Tuesday, April 16, 2024

Painted Persicarias

They're tough, hardy perennials that erupt early from winter dormancy.  When they flower later in the year the little white flowers are nothing to write home about.  The frequently need cutting back, both at 'Chelsea chop' time and again later in the year.  They can even be invasive in good conditions.  So why are they a mainstay of many an exotic garden?

Because of the foliage.

Persicaria microcephala 'Purple Fantasy'

One of the features of sub-tropical and tropical gardens is the use of bright foliage as underplanting to the specimen plants.  In cold, wet and windy UK we can't grow the range of colourful foliage plants available in warmer climates but we can grow plants like 'Purple Fantasy', 'Red Dragon' and 'Silver Dragon' to add that tropical looking sparkle to even mundane plantings.

Persicaria microcephala 'Silver Dragon'

Persicaria microcephala 'Red Dragon'

All three carry the characteristic V shaped leaf bar of P.microcephala but the expression is different enough to make them equally desirable.

P. virginiana also offers a couple of painted leaf forms.  'Painter's Palette' is similar to 'Compton's Form' in the V bar is more diffuse and spread as blotches across the individual leaves.  These emerge later in spring than the P. microcephala varieties but soom cover theground with pretty leaves.

Persicaria virgata 'Compton's Form'

So, if you're looking for a tough, hardy, ground covering filler plant under more exotic specimens you can't go too wrong with any or all of these painted Persicarias.


Saturday, April 6, 2024

Musa basjoo flowering

I speculated at the beginning of March that my 'hardy' banana, Musa basjoo, might flower this year.  I was right.  Almost immediately after posting that I noticed a fat bud begin to emerge from the top of one of the pseudostems.  A little to my surprise it wasn't the tallest or the thickest of them.  Upright at first...


...the bud stem elongates and the fat bud droops below the horizontal.  Unfortunately for the display the wind has played havoc with the unfurling leaves of the banana and the opening bud now sits among the wreckage.


The bud then opens to reveal the flowers, clustered at the base of the bracts.  .


Each pair of bracts will open in turn to reveal another set of flowers as the season progresses.  I may even get small bananas forming though these are not edible.

I've grown Musa basjoo for many years but this is the first flowering.  With luck and more mild winters it won't be the last.


Saturday, March 30, 2024

Erythroniums

I love these spring bulbs with their delicate reflexed flowers on relatively tall stems above, depending on the species and cultivar, mottled leaves giving the North American species the common name of trout lilies.  These are woodland plants in the wild, but open woodland, with deep moist soils and abundant light in the spring, but offering protection from harsh, baking conditions in the summer and autumn.

They thrive in conditions like this...

Erythronium revolutum 'Johnsonii Group'
...where they can create dense carpets in time.

They're not just pink.  Consider the yellow E. tuolumnense, usually available as the cultivar 'Kondo'...


...or the white flowered Erythronium californicum 'White Beauty'...


...or the pinkish yellow shades of the E. californicum x tuolumnense hybrid 'Joanna'/


They're even a good nectar source, as witnessed by this Brimstone butterfly feeding an early spring.


Versatile plants, they deserve a place in any garden that can offer the open woodland like conditions they need to thrive.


## Work item
Isolate every line in the data with the string "scenario" and copy it.

== Given information

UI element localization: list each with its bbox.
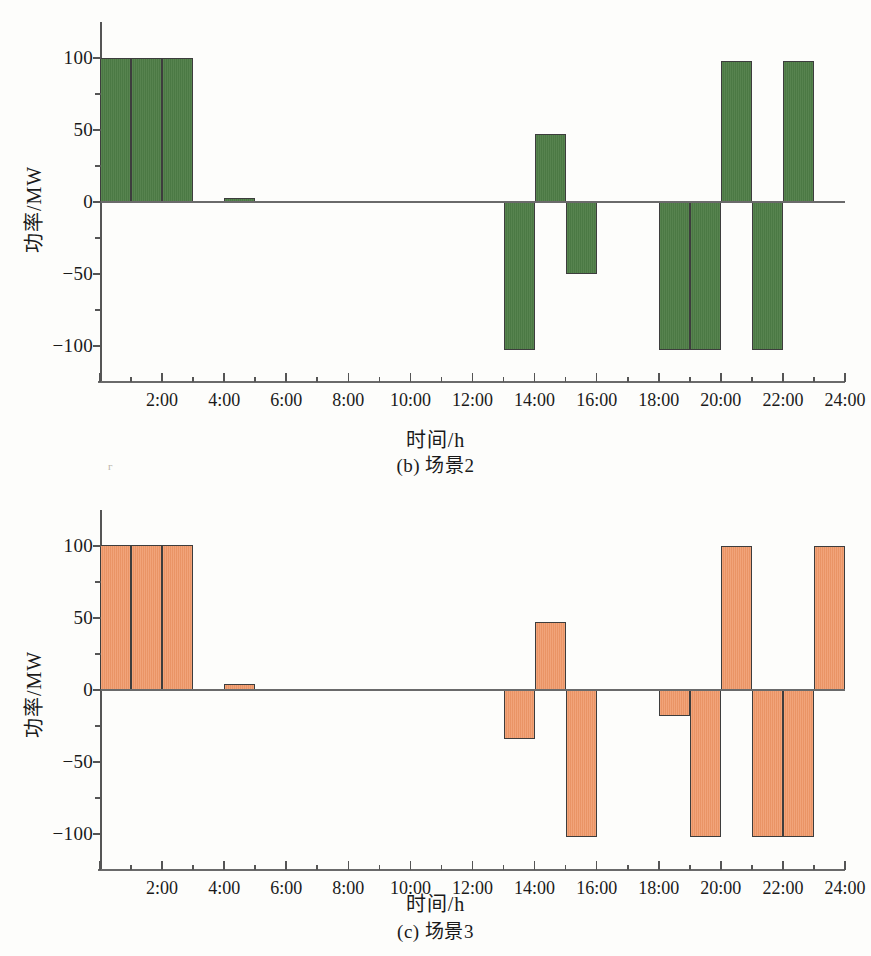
bar xyxy=(659,690,690,716)
x-tick xyxy=(844,373,846,382)
y-tick-label: 100 xyxy=(33,536,93,555)
x-tick xyxy=(844,861,846,870)
y-tick xyxy=(93,57,101,59)
y-tick xyxy=(95,725,101,727)
x-tick-label: 22:00 xyxy=(762,390,803,410)
x-tick xyxy=(503,865,505,870)
x-tick-label: 2:00 xyxy=(146,390,178,410)
y-tick-label: 50 xyxy=(33,120,93,139)
x-tick xyxy=(689,377,691,382)
x-tick xyxy=(689,865,691,870)
x-tick xyxy=(472,373,474,382)
bar xyxy=(131,545,162,690)
x-tick xyxy=(379,865,381,870)
x-tick xyxy=(99,861,101,870)
y-tick xyxy=(95,93,101,95)
bar xyxy=(690,202,721,350)
bar xyxy=(504,690,535,739)
y-tick xyxy=(95,309,101,311)
bar xyxy=(162,545,193,690)
bar xyxy=(721,546,752,690)
x-tick-label: 14:00 xyxy=(514,390,555,410)
zero-line-c xyxy=(100,689,845,691)
y-tick xyxy=(93,545,101,547)
y-tick xyxy=(95,237,101,239)
bar xyxy=(783,690,814,837)
x-tick xyxy=(161,373,163,382)
x-tick xyxy=(503,377,505,382)
x-tick xyxy=(720,373,722,382)
chart-scenario-3: −100−50050100 2:004:006:008:0010:0012:00… xyxy=(0,470,871,956)
x-tick xyxy=(410,373,412,382)
x-tick xyxy=(130,377,132,382)
bar xyxy=(752,690,783,837)
x-tick xyxy=(130,865,132,870)
y-tick xyxy=(93,617,101,619)
x-tick-label: 12:00 xyxy=(452,390,493,410)
bar xyxy=(566,202,597,274)
x-tick-label: 24:00 xyxy=(824,390,865,410)
x-tick xyxy=(441,377,443,382)
chart-scenario-2: −100−50050100 2:004:006:008:0010:0012:00… xyxy=(0,0,871,478)
bar xyxy=(162,58,193,202)
bar xyxy=(783,61,814,202)
bar xyxy=(721,61,752,202)
x-tick xyxy=(658,861,660,870)
x-tick xyxy=(379,377,381,382)
x-tick xyxy=(596,861,598,870)
x-axis-title-b: 时间/h xyxy=(0,424,871,453)
bar xyxy=(100,58,131,202)
x-tick xyxy=(254,865,256,870)
plot-area-scenario-3: −100−50050100 2:004:006:008:0010:0012:00… xyxy=(100,510,845,870)
x-tick xyxy=(813,865,815,870)
x-tick xyxy=(627,865,629,870)
x-tick-label: 4:00 xyxy=(208,390,240,410)
y-tick xyxy=(95,653,101,655)
bar xyxy=(535,622,566,690)
x-tick xyxy=(348,373,350,382)
bar xyxy=(659,202,690,350)
bar xyxy=(690,690,721,837)
x-tick xyxy=(285,373,287,382)
bar xyxy=(131,58,162,202)
x-tick xyxy=(534,373,536,382)
bar xyxy=(504,202,535,350)
x-tick xyxy=(192,865,194,870)
x-tick xyxy=(161,861,163,870)
y-tick xyxy=(93,345,101,347)
figure-caption-c: (c) 场景3 xyxy=(0,916,871,943)
x-tick xyxy=(316,377,318,382)
x-tick xyxy=(565,865,567,870)
y-axis-title-c: 功率/MW xyxy=(18,645,47,745)
x-tick-label: 20:00 xyxy=(700,390,741,410)
y-tick-label: −100 xyxy=(33,336,93,355)
x-tick xyxy=(596,373,598,382)
x-tick xyxy=(254,377,256,382)
x-tick xyxy=(782,373,784,382)
y-axis-title-b: 功率/MW xyxy=(18,160,47,260)
x-tick-label: 16:00 xyxy=(576,390,617,410)
x-tick-label: 8:00 xyxy=(332,390,364,410)
y-tick xyxy=(93,761,101,763)
y-tick xyxy=(93,129,101,131)
x-tick-label: 18:00 xyxy=(638,390,679,410)
y-tick xyxy=(93,833,101,835)
x-tick xyxy=(782,861,784,870)
plot-area-scenario-2: −100−50050100 2:004:006:008:0010:0012:00… xyxy=(100,22,845,382)
x-tick xyxy=(720,861,722,870)
x-tick xyxy=(223,861,225,870)
x-tick-label: 10:00 xyxy=(390,390,431,410)
zero-line-b xyxy=(100,201,845,203)
bar xyxy=(100,545,131,690)
y-tick xyxy=(95,581,101,583)
x-tick xyxy=(410,861,412,870)
y-tick-label: 50 xyxy=(33,608,93,627)
x-tick xyxy=(751,865,753,870)
y-tick-label: −50 xyxy=(33,264,93,283)
y-tick xyxy=(95,797,101,799)
x-tick xyxy=(813,377,815,382)
y-tick xyxy=(93,273,101,275)
bar xyxy=(752,202,783,350)
x-tick xyxy=(441,865,443,870)
x-tick xyxy=(565,377,567,382)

====

## Task solution
chart-scenario-3: −100−50050100 2:004:006:008:0010:0012:00… xyxy=(0,470,871,956)
chart-scenario-2: −100−50050100 2:004:006:008:0010:0012:00… xyxy=(0,0,871,478)
plot-area-scenario-3: −100−50050100 2:004:006:008:0010:0012:00… xyxy=(100,510,845,870)
plot-area-scenario-2: −100−50050100 2:004:006:008:0010:0012:00… xyxy=(100,22,845,382)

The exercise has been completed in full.